Molecular Alterations in Circulating Cell-Free DNA in Patients with Colorectal Adenoma or Carcinoma

Ying Hu 1,*, Yawei Chen 2,*, Hao Guo 2, Jianing Yu 2, Yanhui Chen 3, Yang Liu 2, Ling Lan 4, Jian Li 5, Huaqing Wang 6,, Henghui Zhang 3
PMCID: PMC7335290  PMID: 32636678

Abstract

Purpose

The aim of this study was to evaluate the clinical value of plasma cell-free DNA (cfDNA) in the diagnosis of colorectal cancer (CRC).

Patients and Methods

The plasma cfDNA and tissue DNA mutation profiles were investigated in 77 patients (9 colon polyps, 18 colon adenoma, 26 colon cancer, and 24 rectal cancer) by a cancer gene-targeted NGS panel.

Results

During the progression from adenoma to carcinoma, mutations occur in genes such as RAS, Wnt, Hippo, Nrf2, TGFβ, PI3K, Notch, and P53, as well as in those encoding cell cycle pathway components. The somatic mutation burden and plasma cfDNA concentration were significantly higher in the colon carcinoma group than in the adenoma and colon polyp groups. The combination of plasma cfDNA concentration, CEA, and cfDNA had a significantly greater area under the curve than cfDNA or CEA alone. Right-sided colon cancer tissues showed a greater distribution of somatic mutations among more genes than left-sided colon cancer tissues. In addition, tissue tumor mutational burden (TMB) was higher in the right-sided colon cancer group than in the rectal cancer or left-sided colon cancer group (P<0.05).

Conclusion

These results may indicate that somatic mutations in plasma cfDNA are potential biomarkers for the diagnosis of CRC. In addition, somatic mutations may be distributed in more genes and pathways in right-sided colon cancer than in left-side colon cancer.

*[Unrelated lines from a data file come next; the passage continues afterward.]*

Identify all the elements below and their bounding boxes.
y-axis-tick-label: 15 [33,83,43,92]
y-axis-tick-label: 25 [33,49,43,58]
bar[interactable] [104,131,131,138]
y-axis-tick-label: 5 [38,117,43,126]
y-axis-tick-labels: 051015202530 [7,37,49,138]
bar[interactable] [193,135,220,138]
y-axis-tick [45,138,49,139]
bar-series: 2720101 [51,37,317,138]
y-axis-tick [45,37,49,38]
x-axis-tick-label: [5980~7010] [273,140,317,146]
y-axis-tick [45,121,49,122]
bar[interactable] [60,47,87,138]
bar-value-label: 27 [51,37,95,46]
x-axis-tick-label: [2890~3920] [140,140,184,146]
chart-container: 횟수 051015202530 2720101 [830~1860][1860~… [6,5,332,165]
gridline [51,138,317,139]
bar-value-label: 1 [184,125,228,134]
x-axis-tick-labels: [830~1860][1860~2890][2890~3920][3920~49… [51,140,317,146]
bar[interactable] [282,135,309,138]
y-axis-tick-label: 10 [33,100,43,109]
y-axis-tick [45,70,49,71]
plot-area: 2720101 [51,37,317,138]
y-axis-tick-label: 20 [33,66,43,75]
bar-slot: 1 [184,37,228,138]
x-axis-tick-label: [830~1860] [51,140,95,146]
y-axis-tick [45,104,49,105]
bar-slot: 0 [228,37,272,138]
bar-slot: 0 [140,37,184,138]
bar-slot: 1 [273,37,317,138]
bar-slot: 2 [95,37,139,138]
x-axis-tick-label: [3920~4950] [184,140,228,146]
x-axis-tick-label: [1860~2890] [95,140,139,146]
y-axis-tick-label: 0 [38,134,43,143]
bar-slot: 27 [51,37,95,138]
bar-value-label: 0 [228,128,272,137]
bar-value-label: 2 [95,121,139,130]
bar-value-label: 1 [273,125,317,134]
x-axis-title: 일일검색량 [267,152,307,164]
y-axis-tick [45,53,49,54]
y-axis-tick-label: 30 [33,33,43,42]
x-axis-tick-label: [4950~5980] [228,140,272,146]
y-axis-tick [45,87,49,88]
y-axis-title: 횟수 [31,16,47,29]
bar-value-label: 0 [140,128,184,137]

Keywords: molecular alterations, cell-free DNA, diagnosis, colorectal adenoma, colorectal cancer

Introduction

Colorectal cancer (CRC) has become one of the most common malignancies in the world. Approximately 85% of CRCs are thought to arise from adenomas.1 Sequencing studies have illustrated that somatic mutations in driver genes play a key role in the adenoma-to-carcinoma progression of CRC through the chromosomal instability and microsatellite instability pathways. Most CRC cases are diagnosed at a late stage. Researchers have recently begun to focus on investigating noninvasive biomarkers of molecular alterations to promote screening and detection in the early stages of CRC.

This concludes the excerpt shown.